Maths

Curriculum Intent

At St Joseph’s, our intention is to provide all children with full access to a broad and ambitious mathematics curriculum, enabling them to achieve confidence and competence in mathematical fluency, reasoning, and problem-solving. We want all pupils to enjoy Maths and have a growing belief in their abilities.

Our approach aims for pupils to acquire a deep, long-term, secure and adaptable understanding of the subject. The mathematics curriculum at St Joseph’s is carefully designed to build sequentially in small steps which allow children to make connections to prior learning. Each unit and each year group have defined endpoints that all children are expected to achieve which is in line with the National Curriculum and results in increasing proportions of pupils attaining the age-related-expectation or better whilst making good progress.

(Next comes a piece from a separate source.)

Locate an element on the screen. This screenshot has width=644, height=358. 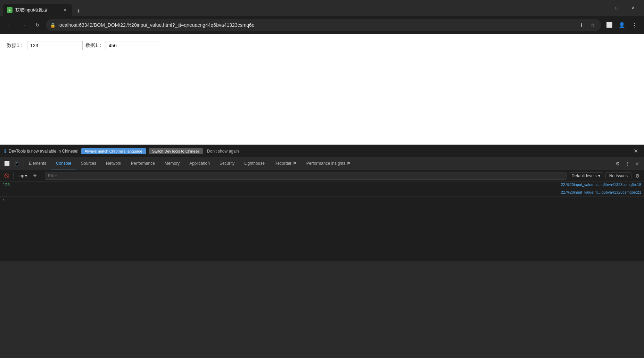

The phrase ‘teaching for mastery’ describes the elements of classroom practice and school organisation that combine to give pupils the best chances of mastering maths. For further details on the essence of mathematics teaching for mastery, see this document from the NCETM.

Curriculum Implementation

The Five Big Ideas underpin teaching for mastery in our school.

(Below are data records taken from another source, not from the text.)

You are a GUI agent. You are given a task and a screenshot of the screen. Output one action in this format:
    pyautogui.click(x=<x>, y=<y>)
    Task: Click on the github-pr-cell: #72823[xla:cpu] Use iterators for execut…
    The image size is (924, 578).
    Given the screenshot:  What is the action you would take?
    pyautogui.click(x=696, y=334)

Our lesson planning begins with what we want our pupils to think and notice, rather than what we want them to do.

We base our lessons on a maths mastery scheme called “Maths – No Problem! We researched and trialled various approaches before choosing this system. We like it because it is child-centred and fun to teach, as well as having been assessed by the DfE as a high-quality textbook to support teaching for mastery. Importantly, we find it to be a very inclusive approach where all children achieve.

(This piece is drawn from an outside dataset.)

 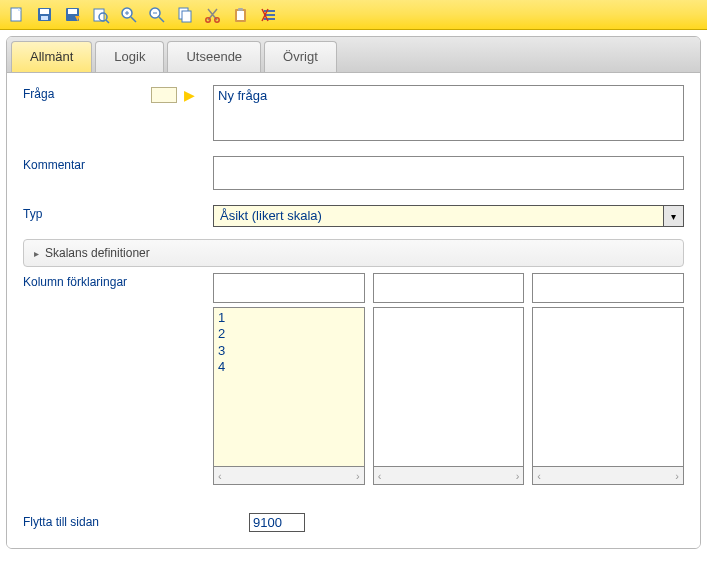 I want to click on clear-format-icon, so click(x=269, y=15).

We embed mathematical thinking through our engaging wider curriculum subjects to ensure concepts and procedures can be applied to real-life situations.

Curriculum Impact

  • Children are enthusiastic about learning and can apply their mathematical knowledge and skills to a range of problems, including those in a real-life context.
  • Teachers have high standards of the teaching of the mathematics curriculum: this is evident in books, working walls and in lessons.
  • Mathematical language is used consistently and is explicitly taught throughout the structure of Maths lessons.
  • Teachers assess regularly and gaps in understanding are addressed systematically to prevent pupils falling behind.